We saw inside the wooden huts – originally built as stables – and were shocked. Hundreds of people were fitted into conditions not suitable for animals. Many cramped onto tiny bunks – I’m sure you’ve all seen the pictures but it’s so much more terrifying in person.

If Auschwitz I gave a sense as to how streamlined, well-prepared and planned the whole operation was, Birkenau showed the scale. From the watch tower you can see across the whole camp – all 175 hectares of it – and see all the chimneys left from the huts. There are a lot of chimneys, The place is truly massive.

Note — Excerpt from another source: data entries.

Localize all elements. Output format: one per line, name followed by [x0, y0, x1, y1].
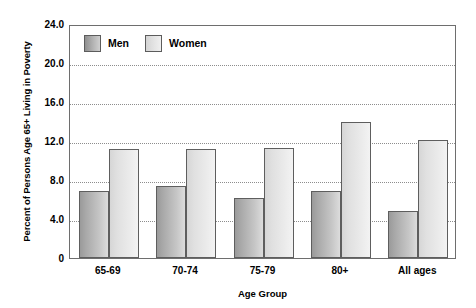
x-tick-label: 70-74	[145, 266, 225, 276]
bar-groups	[70, 26, 455, 258]
bar-group	[311, 26, 371, 258]
bar-women-all-ages	[418, 140, 448, 258]
bar-group	[156, 26, 216, 258]
bar-men-75-79	[234, 198, 264, 258]
x-tick-label: 75-79	[223, 266, 303, 276]
bar-women-65-69	[109, 149, 139, 258]
bar-men-all-ages	[388, 211, 418, 258]
bar-group	[79, 26, 139, 258]
y-axis-tick-labels: 24.0 20.0 16.0 12.0 8.0 4.0 0	[14, 0, 64, 308]
bar-men-65-69	[79, 191, 109, 258]
plot-area: Men Women	[69, 25, 456, 259]
bar-women-70-74	[186, 149, 216, 258]
x-axis-title: Age Group	[69, 288, 456, 299]
bar-group	[388, 26, 448, 258]
y-tick-label: 8.0	[20, 176, 64, 186]
y-tick-label: 12.0	[20, 137, 64, 147]
x-tick-label: 65-69	[68, 266, 148, 276]
bar-group	[234, 26, 294, 258]
y-tick-label: 20.0	[20, 59, 64, 69]
chart-figure: Percent of Persons Age 65+ Living in Pov…	[0, 0, 476, 308]
x-tick-label: 80+	[300, 266, 380, 276]
bar-women-80-	[341, 122, 371, 259]
bar-women-75-79	[264, 148, 294, 258]
y-tick-label: 4.0	[20, 215, 64, 225]
y-tick-label: 0	[20, 254, 64, 264]
y-tick-label: 16.0	[20, 98, 64, 108]
y-tick-label: 24.0	[20, 20, 64, 30]
bar-men-80-	[311, 191, 341, 258]
bar-men-70-74	[156, 186, 186, 258]
x-tick-label: All ages	[377, 266, 457, 276]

Leaving Birkenau and returning to Krakow on the coach, we had a chance to reflect upon what we’d seen that day. We had a massively enhanced appreciation of what had been done to people that had no reason to deserve it (as if anyone deserves such treatment?). Along with this, we felt an anger that anyone could do such a thing to anyone and that so many involved had almost got away with it. Not only that, but there are people who still deny this event ever happened. In all honesty, I can’t really express my full thoughts on a blog, there’s just too much that goes through your head – it’s overwhelming.
All we can say is, that to truly understand, you have to go there, but even then you will still struggle – as I do – to grasp the sheer scale of the atrocities committed. The numbers boggle the mind, but it certainly gives you an appreciation at the suffering and will make you hope above almost all else that such a thing is never allowed to occur again.
We didn’t do anything else that day, after arriving back to Krakow at about 1500. We sat in the Old Square, we had a late lunch and went to an Italian restaurant for dinner – all the while we reflected about what we’d seen and how we’d seen it. A sunny day in the Polish countryside never seemed so sombre.